Science Quotes

From 600+ conversations with the world’s leading thinkers.

MIT was one of the places where molecular biology was born, and I could participate in this enterprise with my own hands.

I think life matters because it gives meaning to the universe. Without life, the universe is devoid of meaning. We aren't the universe, but we are a vital part of it, we are what gives this universe meaning.

The brain is definitely not doing computation in the purest sense. We are not crunching numbers in binary ones and zeros in our heads. A more important question is: what are your inputs, what output do you want, and how intelligently can the system get from one to the other?

Much of the pushback against science is related to a distrust of the establishment and of multinational corporations and their profit motive. It's easy to spread fear; as humans we're very tuned and sensitive to it.
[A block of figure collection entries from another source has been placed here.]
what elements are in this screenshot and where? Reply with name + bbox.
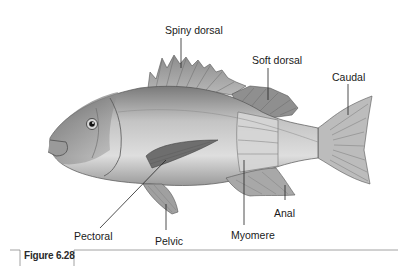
fish-diagram: Spiny dorsal Soft dorsal Caudal Pectoral… — [0, 0, 398, 269]
label-pectoral: Pectoral — [74, 231, 113, 242]
caudal-fin — [318, 96, 372, 184]
pelvic-fin — [143, 184, 178, 214]
label-spiny-dorsal: Spiny dorsal — [165, 25, 223, 36]
fish-illustration — [0, 0, 398, 269]
figure-caption: Figure 6.28 — [24, 250, 75, 261]
label-caudal: Caudal — [332, 72, 365, 83]
label-myomere: Myomere — [231, 230, 275, 241]
label-pelvic: Pelvic — [155, 236, 183, 247]
label-soft-dorsal: Soft dorsal — [252, 55, 302, 66]
label-anal: Anal — [274, 208, 295, 219]
fish-mouth — [48, 140, 68, 156]
myomere-region — [237, 112, 278, 172]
A model that's really strong at mathematical reasoning is likely to be strong at coding. And a model that's excellent at both math and code is often very good at analysing the nuts and bolts of legal reasoning as well.
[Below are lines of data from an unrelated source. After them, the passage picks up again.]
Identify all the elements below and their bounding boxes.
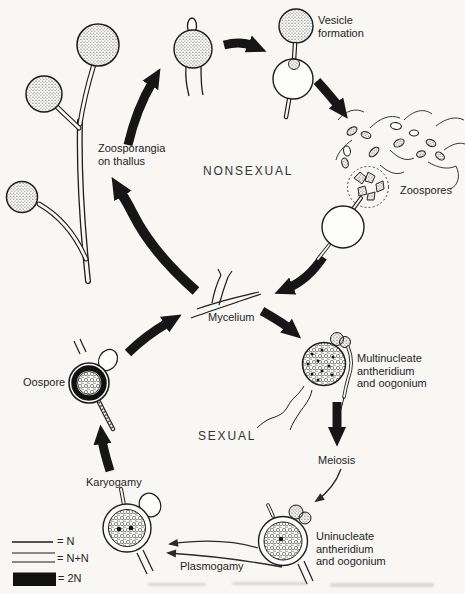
label-mycelium: Mycelium bbox=[208, 311, 254, 324]
label-meiosis: Meiosis bbox=[318, 454, 355, 467]
label-plasmogamy: Plasmogamy bbox=[180, 560, 244, 573]
karyogamy-cell-drawing bbox=[103, 489, 165, 574]
legend-label-n: = N bbox=[57, 535, 74, 547]
label-vesicle-line1: Vesicle bbox=[318, 14, 364, 27]
label-oospore: Oospore bbox=[23, 376, 65, 389]
arrow-meiosis-to-uninucleate bbox=[316, 469, 341, 501]
label-uninucleate-line2: antheridium bbox=[316, 543, 386, 556]
label-uninucleate: Uninucleate antheridium and oogonium bbox=[316, 530, 386, 568]
empty-sporangium-drawing bbox=[318, 198, 364, 259]
arrow-thallus-to-sporangium bbox=[128, 81, 153, 145]
oospore-drawing bbox=[69, 339, 121, 429]
legend-label-2n: = 2N bbox=[58, 572, 82, 584]
label-uninucleate-line1: Uninucleate bbox=[316, 530, 386, 543]
arrow-karyogamy-to-oospore bbox=[102, 439, 110, 471]
label-multinucleate-line3: and oogonium bbox=[357, 377, 427, 390]
caption-remnant bbox=[148, 583, 206, 586]
arrow-plasmogamy-upper bbox=[170, 541, 258, 548]
legend-filled-bar bbox=[13, 573, 56, 587]
label-vesicle-formation: Vesicle formation bbox=[318, 14, 364, 39]
label-zoosporangia-line2: on thallus bbox=[98, 155, 165, 168]
label-multinucleate: Multinucleate antheridium and oogonium bbox=[357, 352, 427, 390]
arrow-sporangium-to-vesicle bbox=[224, 43, 253, 46]
legend-symbols bbox=[12, 542, 56, 586]
caption-remnant bbox=[330, 583, 434, 587]
label-zoospores: Zoospores bbox=[400, 184, 452, 197]
arrow-vesicle-to-zoospores bbox=[317, 81, 339, 107]
arrow-oospore-to-mycelium bbox=[128, 322, 169, 353]
label-nonsexual: NONSEXUAL bbox=[203, 165, 293, 178]
diagram-canvas bbox=[0, 0, 465, 594]
label-multinucleate-line1: Multinucleate bbox=[357, 352, 427, 365]
caption-remnant bbox=[232, 582, 308, 585]
label-zoosporangia-line1: Zoosporangia bbox=[98, 142, 165, 155]
label-karyogamy: Karyogamy bbox=[86, 476, 142, 489]
arrow-mycelium-to-thallus bbox=[120, 191, 196, 291]
label-vesicle-line2: formation bbox=[318, 27, 364, 40]
label-multinucleate-line2: antheridium bbox=[357, 365, 427, 378]
figure-page: Zoosporangia on thallus NONSEXUAL Vesicl… bbox=[0, 0, 465, 594]
uninucleate-oogonium-drawing bbox=[259, 505, 314, 584]
label-uninucleate-line3: and oogonium bbox=[316, 555, 386, 568]
vesicle-formation-drawing bbox=[273, 9, 313, 117]
zoospore-cluster-drawing bbox=[348, 167, 389, 208]
arrow-cyst-to-mycelium bbox=[288, 257, 323, 288]
legend-label-n-plus-n: = N+N bbox=[57, 552, 89, 564]
label-zoosporangia: Zoosporangia on thallus bbox=[98, 142, 165, 167]
arrow-mycelium-to-multinucleate bbox=[262, 311, 290, 329]
label-sexual: SEXUAL bbox=[198, 430, 256, 443]
sporangium-drawing bbox=[174, 18, 212, 96]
You can never convince a chimpanzee to give you a banana by promising him that after he dies, he will go to chimpanzee Heaven, and there receive countless bananas for his good deeds. No chimpanzee will ever believe that. Only humans believe such stories. This is why we rule the world, whereas the chimpanzees are locked up in zoos and research laboratories.
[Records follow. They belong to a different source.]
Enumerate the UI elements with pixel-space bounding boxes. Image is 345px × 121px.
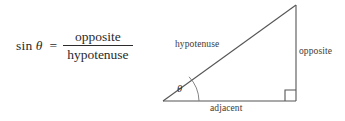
- angle-arc: [189, 77, 199, 101]
- theta-symbol: θ: [36, 39, 43, 53]
- adjacent-label: adjacent: [210, 103, 242, 113]
- theta-angle-label: θ: [177, 83, 182, 94]
- hypotenuse-side-line: [163, 5, 296, 101]
- triangle-svg: [150, 0, 345, 121]
- sine-formula: sin θ = opposite hypotenuse: [16, 30, 133, 61]
- hypotenuse-label: hypotenuse: [175, 39, 219, 49]
- equals-sign: =: [50, 39, 58, 53]
- trigonometry-figure: sin θ = opposite hypotenuse θ hypotenuse…: [0, 0, 345, 121]
- right-triangle-diagram: θ hypotenuse opposite adjacent: [150, 0, 345, 121]
- opposite-label: opposite: [299, 46, 332, 56]
- sine-function-label: sin: [16, 39, 32, 53]
- fraction-numerator: opposite: [71, 30, 125, 45]
- right-angle-marker: [285, 90, 296, 101]
- ratio-fraction: opposite hypotenuse: [63, 30, 133, 61]
- fraction-denominator: hypotenuse: [63, 46, 133, 61]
The thing that makes us so unique is that we, unlike most every other species, have no niche. A niche is an opportunity which a species exploits- and our niche is niche switching. We move from one niche to another, even without major changes to our physical biology.

Humankind has become a force in the biosphere as powerful as many natural forces of change, stronger than some, and sometimes as mindless as any.

It is difficult to imagine a graver threat; or an area of human endeavour or global ecology in which the profound consequences of runaway climate change would not be disastrous. Already, it is estimated that around 300,000 people die every year as a direct result of climate change.

Measuring wellbeing solves two big problems: it tells us what truly matters (not just income or health metrics), and it lets us compare different types of charities—poverty relief, education, the arts—by how much happiness they generate. We move from vibes‑based giving to data‑driven giving.

Music can help us heal and achieve therapeutic outcomes by tapping into various neurochemical circuits that influence mood and behaviour. Ours was the first lab to show that listening to music releases the brain's natural pain relievers—opioids. Relaxing music can modulate prolactin, a soothing, tranquilizing hormone. Music also releases dopamine which helps us to focus and motivates us to stay on task.

Consciousness is the most troubling because it's so hard to deny its existence. With all these other tricky, troubling phenomena, it's at least an option to say maybe it doesn't exist, maybe we're not really free in the way we think we are. But with consciousness, it's seems hard to make sense of the idea that nobody's ever felt pain.